Educating for peace
- Teaching for peace
- Developing innovative peace education approaches
- Providing education for peace
- Improving education for peace
- Educating about peacemaking
- Teaching peacemaking
Description
Instructing people to live with a worldview that maximizes nonviolent, noncompetitive ways of resolving conflicts.
Implementation
UNESCO assists in the planning the development of human rights teaching and education for international understanding, cooperation and peace. Proposals are made for revision of curricula, textbooks and other teaching materials and teacher training schemes, taking into account the results of research dealing with the themes of peace and human rights.
In 1991, the Institute of Peace in the USA began to teach peacemaking issues in classrooms. The Institute's priorities for 1995 include, increasing its effort in education and training, and in the specialized areas of skills training in conflict resolution. In a short time in the USA, over 300 violence prevention programmes and 100 conflict resolution curricula have been made available by anti-violence groups to middle and high schools.
Claim
Our schools must be revered places of learning and their most valuable lessons are those that teach the wisdom of peace and the folly of war.
The educational dimension, in that it orientates action and indicates operational routes, is an essential part of the peace activist and human rights defender.

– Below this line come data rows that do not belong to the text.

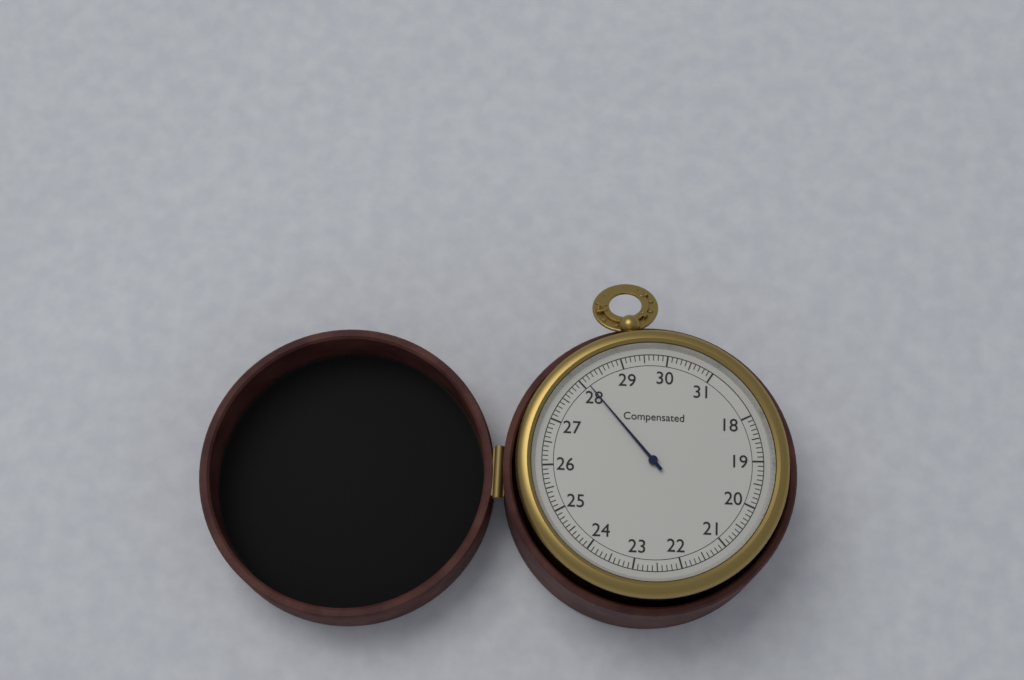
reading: 28.1 (no unit)
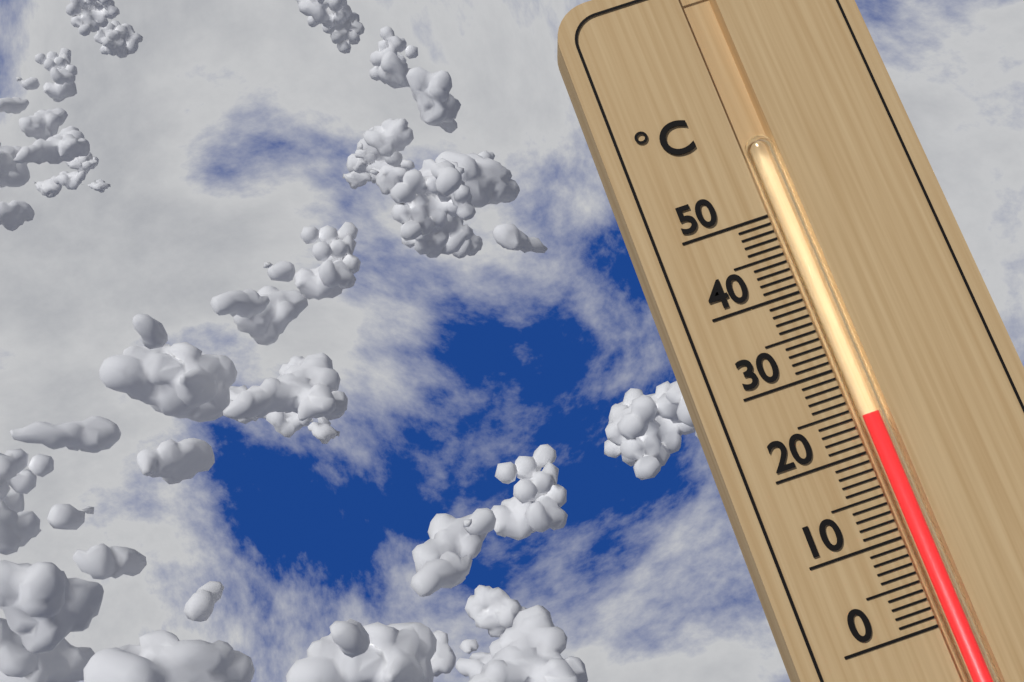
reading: 24 °C
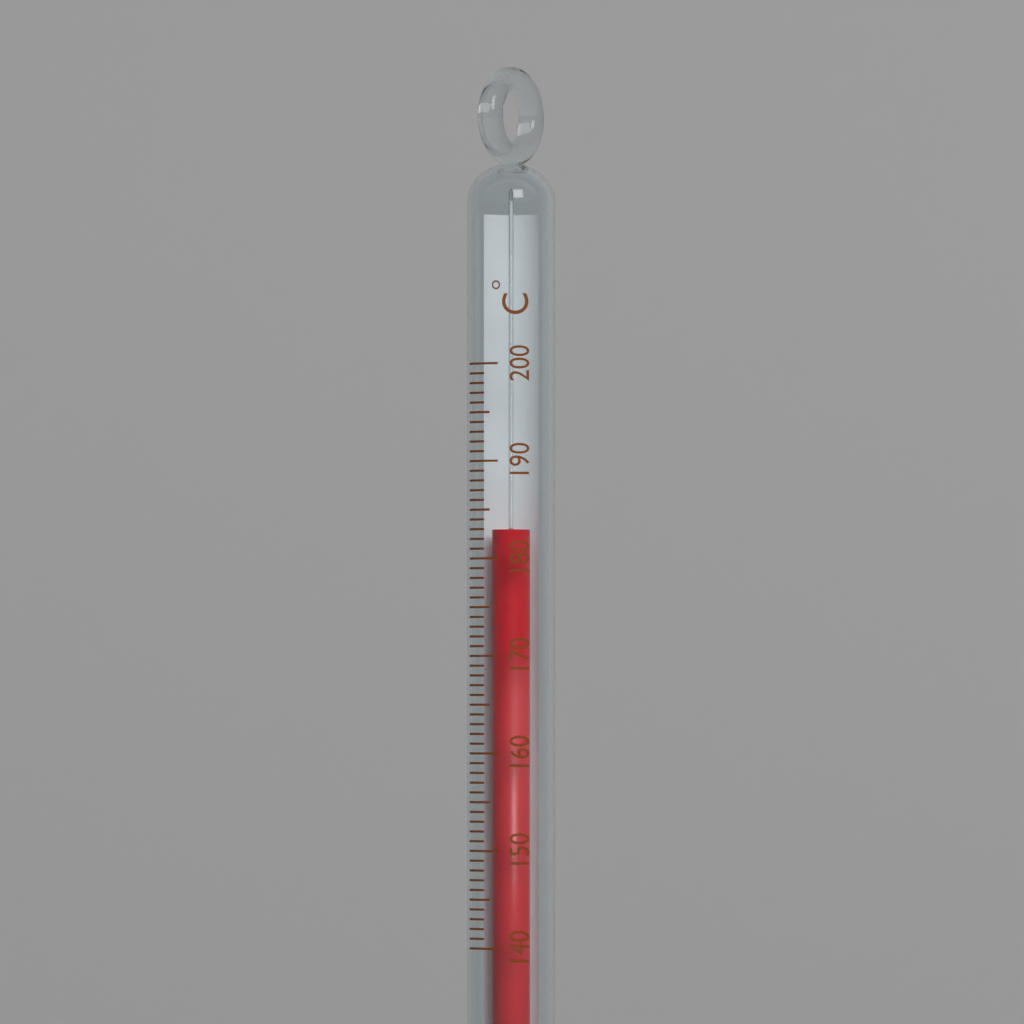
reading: 183 °C
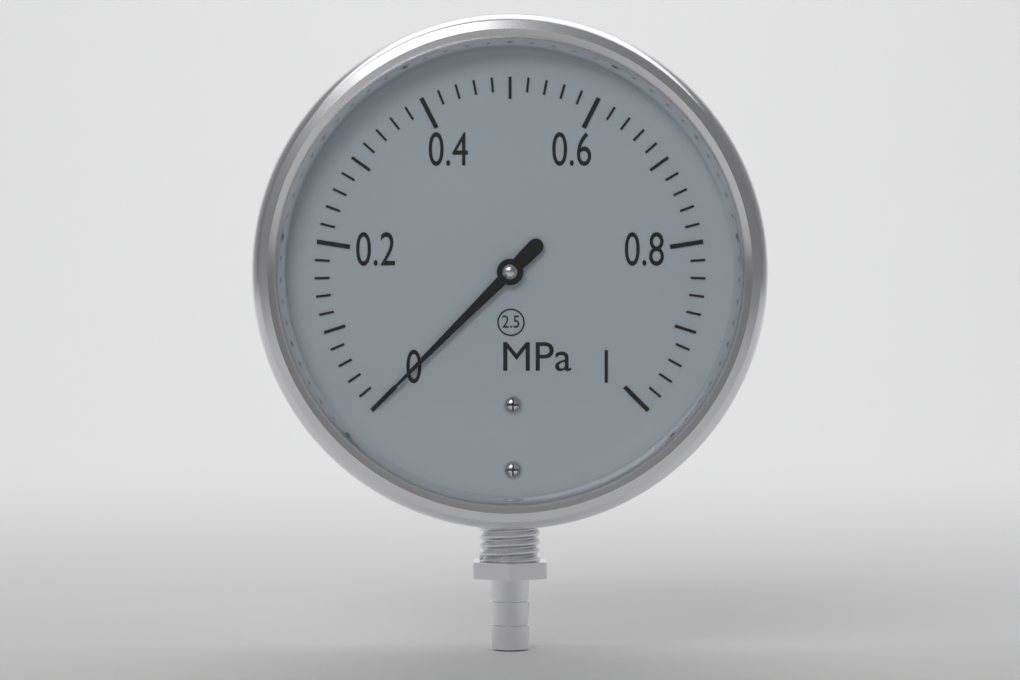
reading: 0.00 MPa
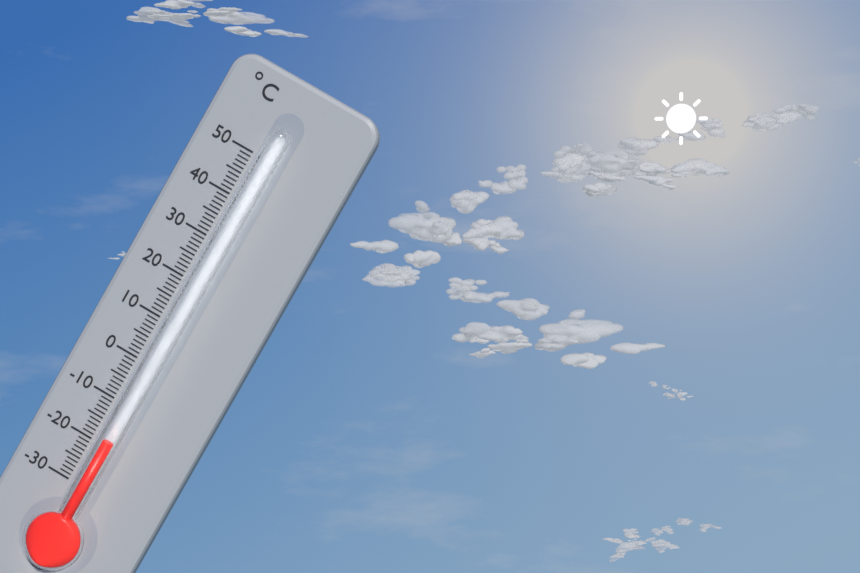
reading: -18 °C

It allows the acquisition of new resources of non-violent power, the capacity to promote shared fundamental values, creativity, planning, competence, co-operation and communication. The management of these resources of non-violent power is partly entrusted to people's diplomacy, which is distinct from, but not necessarily opposed to, the diplomacy of states.
Counter-claim
Violence, competition and anger are natural, creative human responses, needing to be used appropriately in honouring the other as much as affirmation, cooperation, compassion and all other natural responses.